It's an Analogy Son, an Ananalogy. Thanks for the link. The issue is
how do disparate systems agree on how to talk to one another, declare
reasonably enforced rules and abide by them. According to many here a
SYN does not need to be followed by a ACK but perhaps a SWIFTY is
perfectly reasonable and should be understood and enacted upon by both
parties.
Bill Oxley
Messaging Engineer
Cox Communications, Inc.
Alpharetta GA
404-847-6397
bill(_dot_)oxley(_at_)cox(_dot_)com
-----Original Message-----
From: John L [mailto:johnl(_at_)iecc(_dot_)com]
Sent: Saturday, August 05, 2006 1:13 AM
To: Oxley, Bill (CCI-Atlanta)
Cc: ietf-dkim(_at_)mipassoc(_dot_)org
Subject: RE: [ietf-dkim] SSP requirements
How does the post office do it? It receives mail from other countries
and determines what kind of stamps official franking etc to either
deliver or return to sender unopened.
International postal mail is one of the worst possible analogies for
Internet mail. It's a closed system consisting of only 190 post
offices,
each of which is a national monopoly. All the security is at the
perimeter, i.e., when you mail a letter to England, the USPS checks that
the stamp is real, but when the USPS hands it to RM, RM assumes it's OK.
There's a complex settlement scheme to share postage revenue when the
bilateral flow of mail is unbalanced which has no online equivalent,
thank
goodness.
And, of course, there's no identity security at all on postal mail. I
can
write "Bill Oxley" as the return address on a letter, mail it, and no
post
office will notice or care.
Although it is completely irrelevant to Internet mail, the international
postal system, which goes back to the 1870s, and its history are quite
interesting. See http://www.upu.int.
DKIM is an electronic stamp, SSP (to me) appears to be the franking
system.
This is so wrong I don't know where to start.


◆ What this task involves: Could you output exactly the lines from the one containing "detect and localize" through the end of the records below, and nothing more?

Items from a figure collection
- Opening Delimiter -

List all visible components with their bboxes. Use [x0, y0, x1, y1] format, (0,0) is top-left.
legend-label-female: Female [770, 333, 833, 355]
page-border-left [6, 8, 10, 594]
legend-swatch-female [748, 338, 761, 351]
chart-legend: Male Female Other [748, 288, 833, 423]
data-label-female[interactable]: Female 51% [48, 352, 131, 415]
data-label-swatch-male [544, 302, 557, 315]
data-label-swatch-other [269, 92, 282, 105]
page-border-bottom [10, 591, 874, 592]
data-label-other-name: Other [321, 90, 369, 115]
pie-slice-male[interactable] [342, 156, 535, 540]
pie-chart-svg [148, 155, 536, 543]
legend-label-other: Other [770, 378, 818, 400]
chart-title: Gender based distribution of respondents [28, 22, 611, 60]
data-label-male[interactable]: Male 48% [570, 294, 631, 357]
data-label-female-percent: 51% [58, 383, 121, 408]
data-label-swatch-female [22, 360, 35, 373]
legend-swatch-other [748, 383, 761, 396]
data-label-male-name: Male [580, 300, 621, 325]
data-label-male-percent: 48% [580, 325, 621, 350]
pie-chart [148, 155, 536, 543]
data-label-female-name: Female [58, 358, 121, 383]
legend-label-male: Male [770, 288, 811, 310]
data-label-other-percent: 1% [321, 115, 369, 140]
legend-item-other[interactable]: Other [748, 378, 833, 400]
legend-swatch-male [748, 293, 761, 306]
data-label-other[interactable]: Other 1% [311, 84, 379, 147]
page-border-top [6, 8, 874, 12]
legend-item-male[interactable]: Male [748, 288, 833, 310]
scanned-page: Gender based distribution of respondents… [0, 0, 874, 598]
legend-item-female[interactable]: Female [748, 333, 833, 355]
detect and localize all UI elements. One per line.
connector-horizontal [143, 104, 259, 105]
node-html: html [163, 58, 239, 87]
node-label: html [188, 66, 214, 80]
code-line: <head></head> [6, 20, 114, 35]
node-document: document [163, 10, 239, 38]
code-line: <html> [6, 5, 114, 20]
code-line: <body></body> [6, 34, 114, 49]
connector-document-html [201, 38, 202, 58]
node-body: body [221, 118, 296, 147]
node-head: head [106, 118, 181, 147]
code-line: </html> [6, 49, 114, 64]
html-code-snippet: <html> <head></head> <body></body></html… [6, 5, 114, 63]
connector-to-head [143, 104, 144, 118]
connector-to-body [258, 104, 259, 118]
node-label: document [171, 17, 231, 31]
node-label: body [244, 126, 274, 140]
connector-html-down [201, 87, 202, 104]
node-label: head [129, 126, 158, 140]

- Closing Delimiter -

◆ Answer section:
detect and localize all UI elements. One per line.
connector-horizontal [143, 104, 259, 105]
node-html: html [163, 58, 239, 87]
node-label: html [188, 66, 214, 80]
code-line: <head></head> [6, 20, 114, 35]
node-document: document [163, 10, 239, 38]
code-line: <html> [6, 5, 114, 20]
code-line: <body></body> [6, 34, 114, 49]
connector-document-html [201, 38, 202, 58]
node-body: body [221, 118, 296, 147]
node-head: head [106, 118, 181, 147]
code-line: </html> [6, 49, 114, 64]
html-code-snippet: <html> <head></head> <body></body></html… [6, 5, 114, 63]
connector-to-head [143, 104, 144, 118]
connector-to-body [258, 104, 259, 118]
node-label: document [171, 17, 231, 31]
node-label: body [244, 126, 274, 140]
connector-html-down [201, 87, 202, 104]
node-label: head [129, 126, 158, 140]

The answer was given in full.